The Procurement Glossary » Supply Chain Finance (SCF)
Supply Chain Finance (SCF)
Finance & Payments
Also known as: SCF, Reverse Factoring
Definition
Financing arrangements, often bank-backed, that let suppliers get paid early while the buyer pays on normal terms.
Explanation
In SCF (reverse factoring), a financier pays the supplier early at a small discount based on the buyer's strong credit, and the buyer repays the financier at the due date. It improves supplier liquidity without hurting the buyer's working capital.
Example
Through SCF, a small supplier is paid in 5 days at the buyer's low financing rate, while the buyer still pays at 60 days.
Related terms
- Dynamic Discounting — A flexible early-payment scheme where the discount varies with how early the buyer pays, agreed on a sliding scale.
- Invoice Financing (Factoring) — A supplier's use of its unpaid invoices as collateral to obtain immediate cash from a financier.
- Working Capital — The money tied up in day-to-day operations — broadly current assets (inventory, receivables) minus current liabilities (payables).
- Payment Terms — The agreed conditions for when and how a buyer pays a supplier, such as 'net 30 days' from invoice date.
Frequently Asked Questions
What is Supply Chain Finance (SCF)?
Financing arrangements, often bank-backed, that let suppliers get paid early while the buyer pays on normal terms. In SCF (reverse factoring), a financier pays the supplier early at a small discount based on the buyer's strong credit, and the buyer repays the financier at the due date. It improves supplier liquidity without hurting the buyer's working capital.
Can you give an example of Supply Chain Finance (SCF)?
Through SCF, a small supplier is paid in 5 days at the buyer's low financing rate, while the buyer still pays at 60 days.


• _Your task_
Throughout the listing below, show every line in which "LEASE" occurs.
------------
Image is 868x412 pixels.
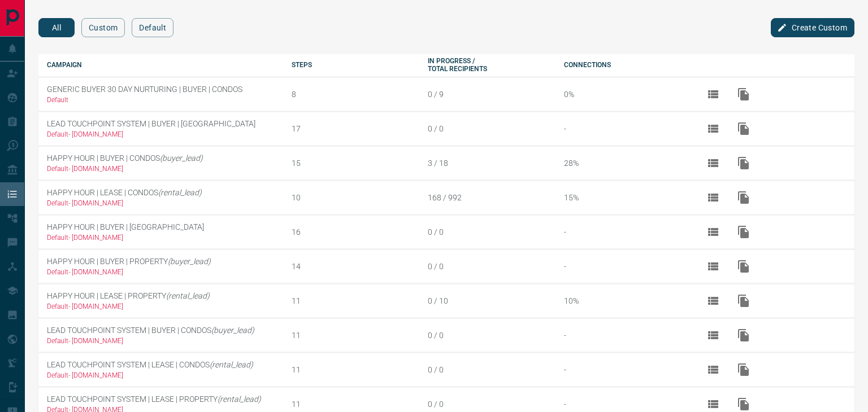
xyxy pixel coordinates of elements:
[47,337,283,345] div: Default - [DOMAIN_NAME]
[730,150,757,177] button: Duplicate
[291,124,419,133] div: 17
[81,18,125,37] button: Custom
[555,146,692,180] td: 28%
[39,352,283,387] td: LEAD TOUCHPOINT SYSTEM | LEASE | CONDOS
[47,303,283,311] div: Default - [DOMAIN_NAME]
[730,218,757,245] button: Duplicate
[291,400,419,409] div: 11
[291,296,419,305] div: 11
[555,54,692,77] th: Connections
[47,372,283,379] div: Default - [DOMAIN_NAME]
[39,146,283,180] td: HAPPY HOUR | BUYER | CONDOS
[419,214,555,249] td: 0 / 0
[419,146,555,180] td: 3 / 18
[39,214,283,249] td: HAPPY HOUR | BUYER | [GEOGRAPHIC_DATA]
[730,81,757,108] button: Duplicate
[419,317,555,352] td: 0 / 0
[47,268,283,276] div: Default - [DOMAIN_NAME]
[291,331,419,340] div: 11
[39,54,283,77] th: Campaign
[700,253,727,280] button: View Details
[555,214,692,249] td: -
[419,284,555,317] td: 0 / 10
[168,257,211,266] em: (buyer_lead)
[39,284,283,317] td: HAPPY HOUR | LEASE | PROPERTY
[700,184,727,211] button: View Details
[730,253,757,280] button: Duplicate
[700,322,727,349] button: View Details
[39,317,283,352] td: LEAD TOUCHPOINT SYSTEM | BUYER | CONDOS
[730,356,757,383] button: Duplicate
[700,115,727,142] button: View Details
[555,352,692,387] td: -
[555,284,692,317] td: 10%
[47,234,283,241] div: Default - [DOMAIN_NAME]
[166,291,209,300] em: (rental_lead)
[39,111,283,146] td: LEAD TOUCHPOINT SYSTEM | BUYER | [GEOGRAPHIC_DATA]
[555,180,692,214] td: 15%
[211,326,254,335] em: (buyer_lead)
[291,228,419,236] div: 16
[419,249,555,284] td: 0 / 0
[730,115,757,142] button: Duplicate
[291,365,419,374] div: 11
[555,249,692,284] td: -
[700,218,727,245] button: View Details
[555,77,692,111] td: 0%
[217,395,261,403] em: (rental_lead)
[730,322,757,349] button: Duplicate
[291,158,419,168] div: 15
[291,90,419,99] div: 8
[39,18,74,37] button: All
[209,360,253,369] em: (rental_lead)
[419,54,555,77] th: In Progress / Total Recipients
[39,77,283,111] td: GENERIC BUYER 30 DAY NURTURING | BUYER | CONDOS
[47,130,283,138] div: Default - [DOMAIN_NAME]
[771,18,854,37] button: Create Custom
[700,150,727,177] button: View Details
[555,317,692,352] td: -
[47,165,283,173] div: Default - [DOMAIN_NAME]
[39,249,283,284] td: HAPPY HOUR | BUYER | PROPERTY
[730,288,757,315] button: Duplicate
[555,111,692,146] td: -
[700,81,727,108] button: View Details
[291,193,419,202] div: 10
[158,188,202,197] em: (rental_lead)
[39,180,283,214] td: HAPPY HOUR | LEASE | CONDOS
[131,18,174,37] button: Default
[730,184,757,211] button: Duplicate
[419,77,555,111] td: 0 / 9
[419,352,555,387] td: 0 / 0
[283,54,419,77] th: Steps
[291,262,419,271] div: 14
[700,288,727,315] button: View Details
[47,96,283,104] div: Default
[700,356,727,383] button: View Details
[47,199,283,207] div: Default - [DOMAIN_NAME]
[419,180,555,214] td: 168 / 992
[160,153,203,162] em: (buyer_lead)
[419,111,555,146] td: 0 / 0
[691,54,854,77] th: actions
------------
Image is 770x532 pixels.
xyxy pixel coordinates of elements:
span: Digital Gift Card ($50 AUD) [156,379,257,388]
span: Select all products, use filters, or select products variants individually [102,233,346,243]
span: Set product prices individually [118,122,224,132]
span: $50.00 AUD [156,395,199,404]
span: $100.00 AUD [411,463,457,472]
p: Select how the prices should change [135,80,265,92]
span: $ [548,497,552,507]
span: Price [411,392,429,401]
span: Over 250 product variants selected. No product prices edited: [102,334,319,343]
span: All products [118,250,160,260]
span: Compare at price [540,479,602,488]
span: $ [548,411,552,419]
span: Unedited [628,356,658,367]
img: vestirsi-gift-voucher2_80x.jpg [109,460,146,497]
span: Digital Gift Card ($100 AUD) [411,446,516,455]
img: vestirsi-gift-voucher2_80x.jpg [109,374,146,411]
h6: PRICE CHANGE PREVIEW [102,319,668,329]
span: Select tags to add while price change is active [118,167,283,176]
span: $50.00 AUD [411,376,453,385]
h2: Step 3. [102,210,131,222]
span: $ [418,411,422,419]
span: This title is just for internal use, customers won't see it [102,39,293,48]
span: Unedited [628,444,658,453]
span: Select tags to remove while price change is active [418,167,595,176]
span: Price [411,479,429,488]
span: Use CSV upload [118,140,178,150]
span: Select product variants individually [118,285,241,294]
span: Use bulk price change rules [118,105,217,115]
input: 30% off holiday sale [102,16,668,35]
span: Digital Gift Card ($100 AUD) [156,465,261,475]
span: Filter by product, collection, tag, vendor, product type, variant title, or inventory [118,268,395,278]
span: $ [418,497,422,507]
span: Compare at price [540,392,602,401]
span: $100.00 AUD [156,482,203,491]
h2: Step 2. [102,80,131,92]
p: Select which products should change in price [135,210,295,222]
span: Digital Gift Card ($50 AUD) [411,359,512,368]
------------
• _Expected answer_
[39,352,283,387] td: LEAD TOUCHPOINT SYSTEM | LEASE | CONDOS
[39,284,283,317] td: HAPPY HOUR | LEASE | PROPERTY
[39,180,283,214] td: HAPPY HOUR | LEASE | CONDOS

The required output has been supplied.